Marco was looking at his plate. His hand under the table found mine and held it, and I felt the small flex at his jaw that he did when he was holding a thing in, and Dante on my other side reached across me and squeezed his shoulder once, and Marco nodded once without looking up.

Santo stood second.

He had his glass in one hand and a folded piece of paper in the other, which was startling, because no one in the family had ever seen Santo with a folded piece of paper.

“I wrote this down,” he said. “Cora made me write it down. Cora said if I didn’t write it down I’d get to the third sentence and call Marco a coglione in front of his father-in-law, and she’s not wrong, so.”

He unfolded the paper.

“My brother. Marc. Marco. Pretty boy. Golden boy. The one our father told us would never make it in this life because he was too easy to look at and too easy to like. The one our mother used to call piccolo angelo until he was twenty-eight. The one who learned five languages before I’d finished one.

The one who built a vineyard in Wisconsin because he missed home.

The one who flew across an ocean by himself because the woman he loved was in trouble, and who came back with her, and with her father, and with her father’s blessing, and with three of her father‘s nephews, which honestly Dante and I are still figuring out, but okay, fine.”

There was laughter down the table. The cousins laughed. Tonio raised his glass.

“What I want to say is this. I spent a long time thinking I was the brother who knew how to fight. Marco was the one who knew how to love. I’ve come around.

Loving is the harder fight. He’s been doing it longer than any of us.

He waited his whole life for the right person to do it for, and he found her, and he did the thing nobody in our family had the courage to do, which was let himself want it openly.

Sera. Welcome to the family. We don’t deserve you. He does. Well—almost! Salute.”

He drank. He sat down. He muttered, Cora, was that okay, and Cora reached over and kissed the side of his head.

Donatella stood third.

She did not have paper. She had her glass and she had a smile that I knew from a year of dinners meant she was about to say something that would make Marco want to die.

“I want to say one thing about my brother.”

She paused.

“He has been bringing women home for ten years. None of them stayed for breakfast. Not one. Sera came over for a meeting, and she stayed for breakfast, and she stayed for lunch, and she stayed for dinner, and she has been staying for breakfast every day since. So. Brava, cognata. Whatever you did, the rest of us would like the recipe.”

The table laughed.

Then my father stood.

The laughter stopped. It did not stop because anyone shushed it. It stopped because a Sicilian table knew, the way a Sicilian table knew everything, that an old man had stood and the old man was the bride’s father and the old man was about to speak.

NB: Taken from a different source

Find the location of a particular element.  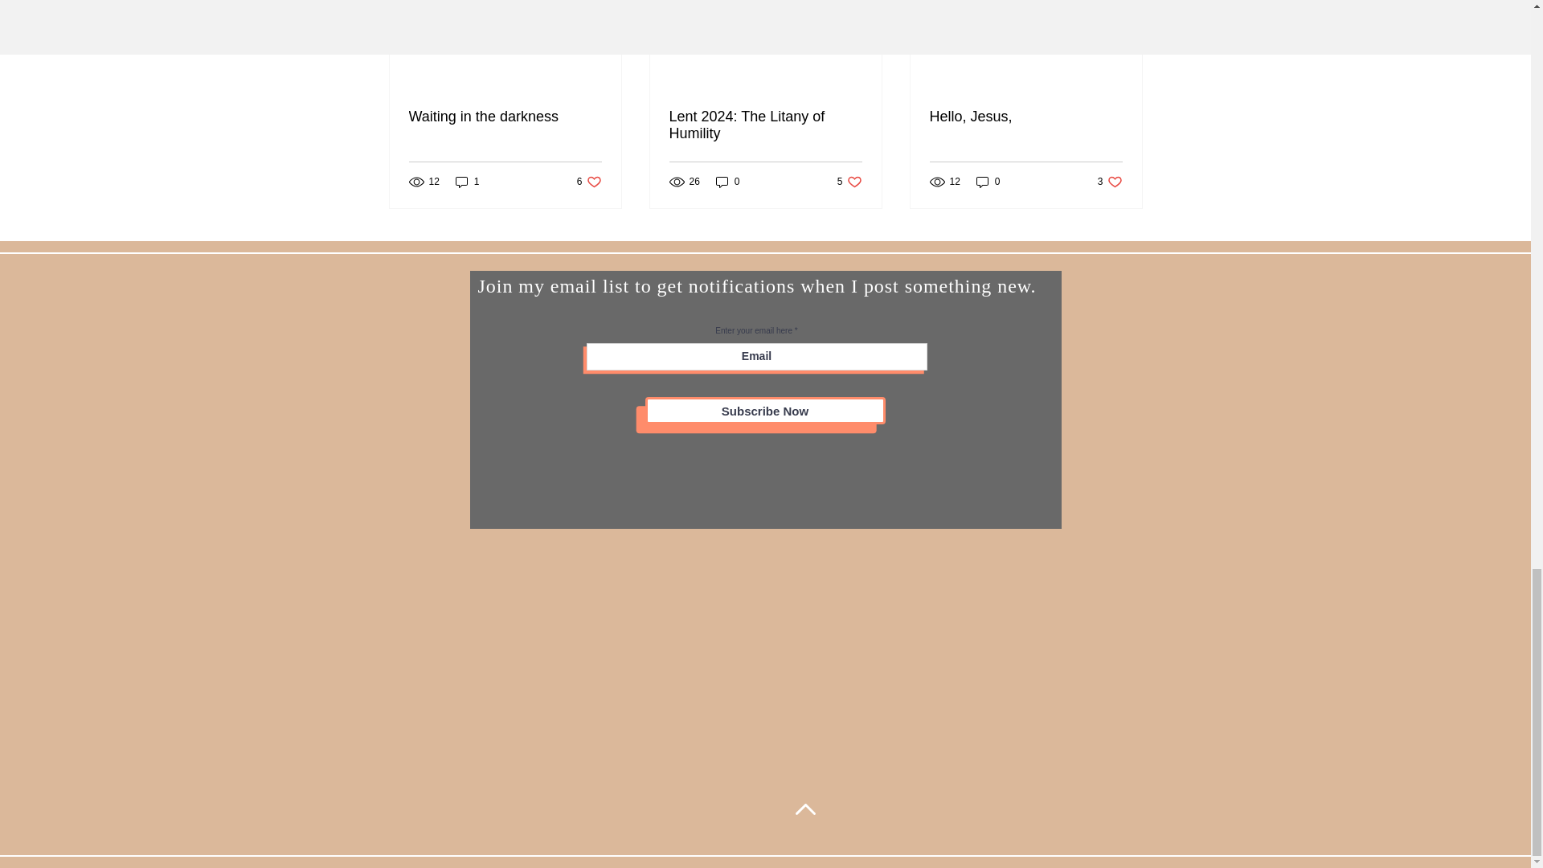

He did not have paper either.

He stood at the long table in his pale linen suit with his glass in his right hand and his left hand flat on the linen, and he looked down the table at Marco, and at me, and at the brothers, and at the cousins he had sent to watch us, and then his eyes came back to me and stayed.

He spoke in Sicilian.

My daughter is the best thing I have made in my life.

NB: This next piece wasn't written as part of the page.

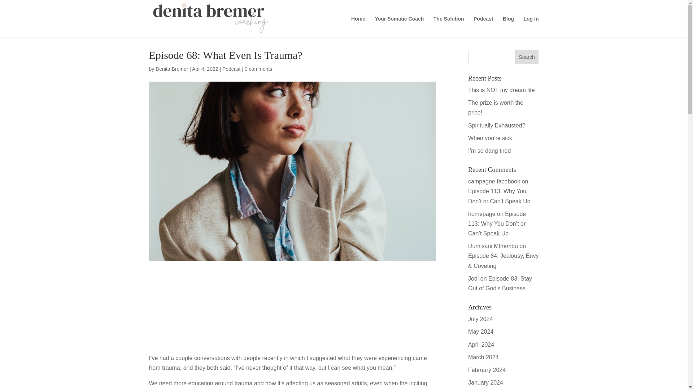 This screenshot has width=693, height=390. I want to click on Spiritually Exhausted?, so click(497, 126).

I made her with her mother, who was a better person than me, and for many years I believed the good part came only from her mother. I was wrong. The good part is hers. It has always been hers. I did not see it, because I was a man looking in the wrong direction.

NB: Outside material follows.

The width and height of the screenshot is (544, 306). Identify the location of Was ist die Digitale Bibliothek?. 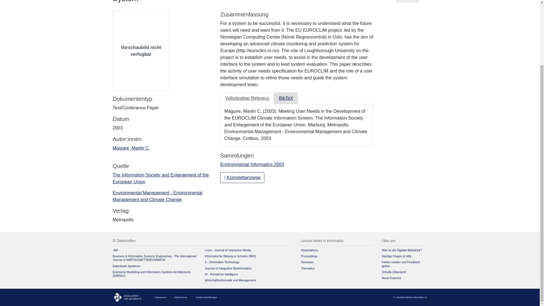
(402, 250).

I hurt her. I did it for many years. Not with my hands. With silence. The silence of a father is a longer weapon than the hands, and she carried it on her back for twenty-eight years.

Tonight I give her to a man who saw her before I did. Who saw her when I was not looking. Who crossed an ocean to bring her home when I had locked her in her childhood bedroom. I am grateful to this man. I am in his debt for the rest of my days. Marco.

He raised his glass.

“Alla mia figlia. Alla mia figlia migliore di me. E al figlio che ho appena ricevuto.”